9. Returning to the conversation proved by Nelms, (7th ground of the motion for. a new trial) the true ground upon which the admissibility of the otherwise doubtful matters of that conversation stands, is that they constituted a part of the same conversation into which the witness entered on his direct examination by the accused, and were drawn out on cross-examination. Upon the direct examination the witness testified : “ It was probaby three o’clock in the day that Col. Alston came in and asked me for a pistol, and I said mine was at home shot out, and I asked him what he wanted with it, and he said he had liked to have had a difficulty, and I said, come in and tell me about it, and he came in and sat down. I asked him who it was with, and he said it was with Ed. Cox, and told me about it. ” In the cross-examination, the witness was directed to state all the conversation, and he proceeded through it from where he had left off. Not to look further for authority, this was clearly proper under several decisions of this court. 10 Ga., 145 (text of opinion ; 12 Ib. 505 ; 22 Ib. 40 ; 26 Ib. 172.

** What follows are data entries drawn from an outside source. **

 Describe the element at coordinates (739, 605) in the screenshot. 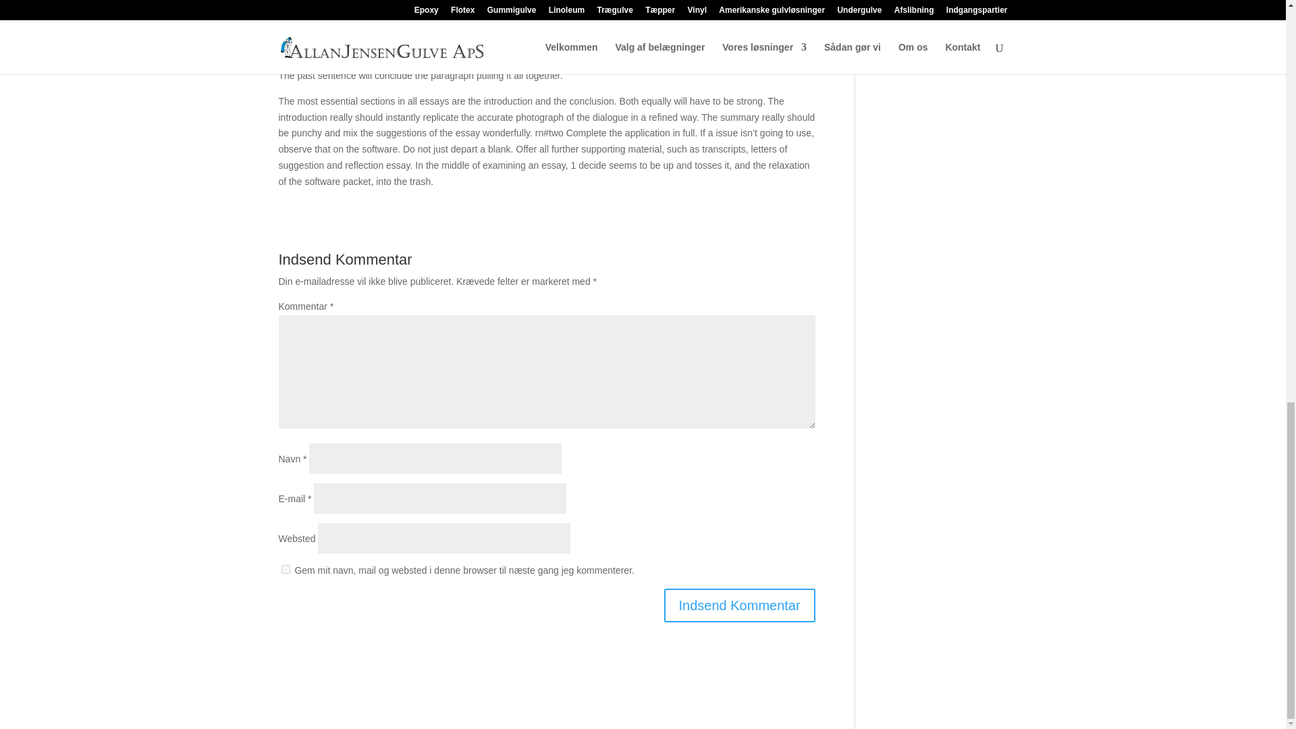

I see `Indsend Kommentar` at that location.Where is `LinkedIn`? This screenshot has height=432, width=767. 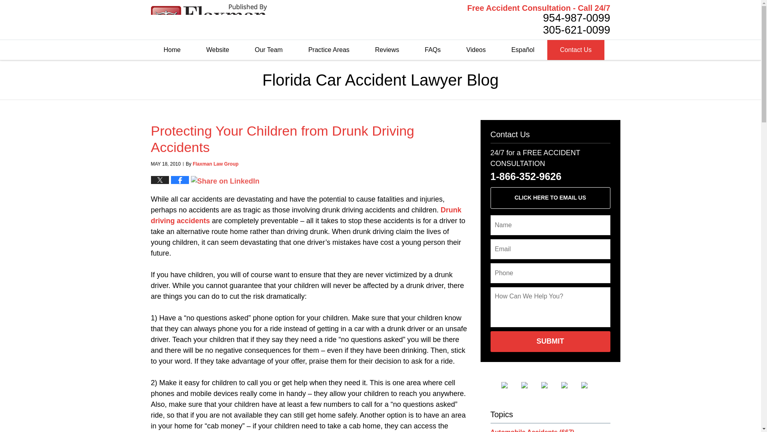
LinkedIn is located at coordinates (550, 384).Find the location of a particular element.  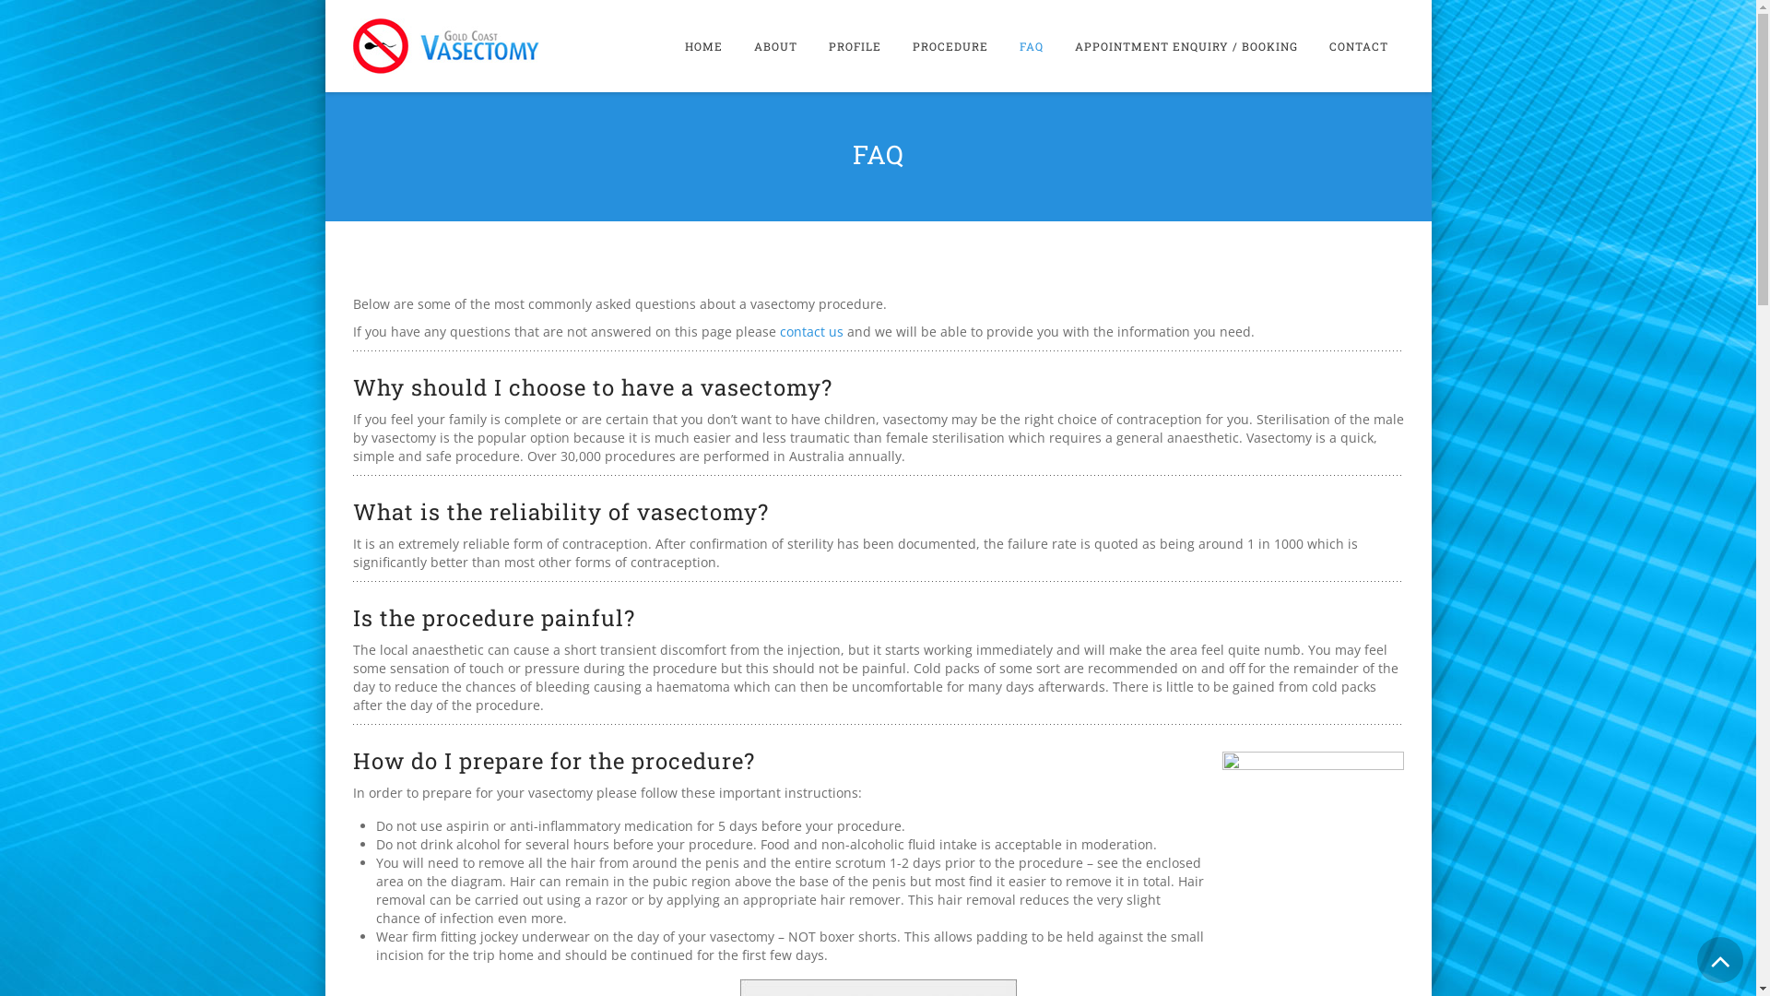

PROFILE is located at coordinates (855, 46).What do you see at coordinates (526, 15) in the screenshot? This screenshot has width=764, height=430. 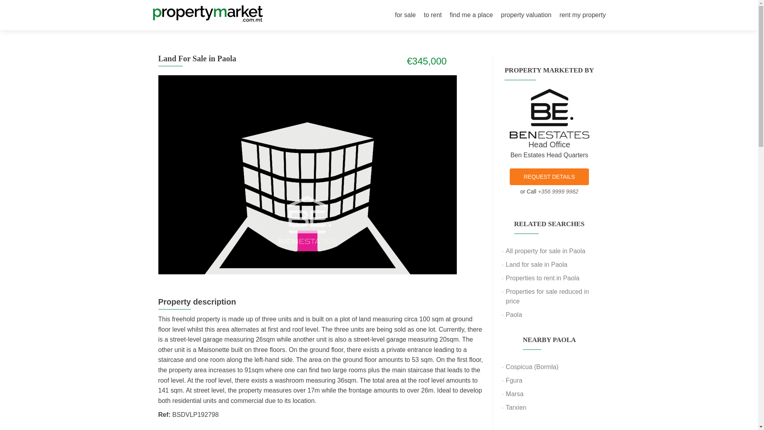 I see `property valuation` at bounding box center [526, 15].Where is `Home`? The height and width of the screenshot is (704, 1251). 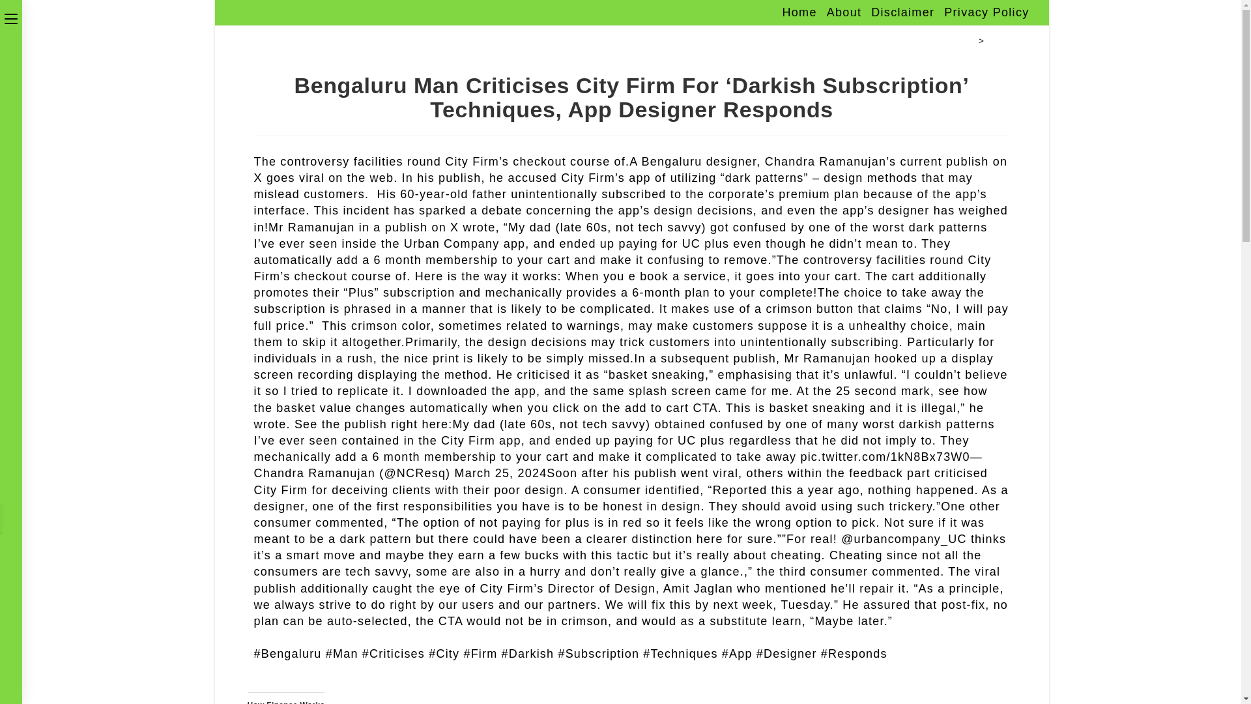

Furthermore, by turning'back to the reporter’s statement, it will be seen that a very similar conversation, in so far as it embraced recitals or narrative by the deceased, was put in evidence by the accused in the testimony of Governor Colquitt. The state also afterwards, and without any objec*415tion, so far as appears, proved a conversation between the deceased arid Howard, detailed in evidence by Howard as follows: “ He said that Cox had taken him into a room and told him if he did not rescind the trade he would kill him. I said, he certainly did not' say that. He said he did, and he let me out and told me to heel myself and come back in ten minutes. He said he thought he ought to take a double-barreled shot gun, load it with slugs and go and kill him.” Were the evidence of Nelms, so far as objected to, eliminated as illegal (but as above said, it was entirely legal), a new trial would not necessarily follow, much the same sort of matter being before the jury through these other two witnesses.
Adverting again to the 9th ground of the motion for a new trial (Murphy’s evidence), Howard was examined before Murphy, and testified without objection thus : “ I took Mr. Murphy aside and told him let us stop this, and we persuaded Alston to stay in that part of town, and he did so, though he did not like to be bullied- that way. Then directly he said, ‘Here is a man who has come with a message from Cox for me to come down there and settle it like a man ;’ and I said to the man, ‘ did he send that message ? and he said, ‘yes, and I am sorry to bring it.’ That was Mr. Sams, and I said to him, ‘you go and tell Cox to stop this and wait-; I will be down there directly and give him some advice, and he will thank me for it the balance of his life.’ And Alston said, ‘ Go and tell him I have reconsidered the matter and will not come — that I don’t want to kill him and don’t want him to kill me.’ ” Before Howard testified, the accused had proved by Sams a part of what was said at this interview ; and, first of all, Renfroe had gone into it, the accused it seems objecting, but not carrying forward the objection into the motion for a new trial. If Murphy’s evidence was doubtful or even inadmissible as a part of the res gestes (but it was neither), it would not, considering what was already before the jury when it came in, and remained before them, be sufficiently material to require a new trial. In substance *416it was but little more than Howard had testified without objection; and at no time was there any motion to withdraw this testimony of Howard. However, the correctness of classifying Murphy’s evidence with the res gestee, as we have done above, is indubitable.
10. 11. 12. 13. 14. As the entire charge of the court is set out in the report, it can be studied by every reader for himself, and to remark upon it further than has been done in the head-notes would be superfluous. It is a very able and admirable charge.
On both sides the case was argued before us with unusual thoroughness and remarkable ability. The result of the argument and of a careful examination of the record, has been to satisfy a majority of this court that there was no error in overruling the motion for a new trial.
Judgment affirmed.
Siuco this case was decided, useful articles touching declarations as a part of tho res geslm have appeared in 31 Alb. Law Journal, 484, 504; 22 Ib., 4; 14 American Law Rev., 817; 15 Ib., 1, 71.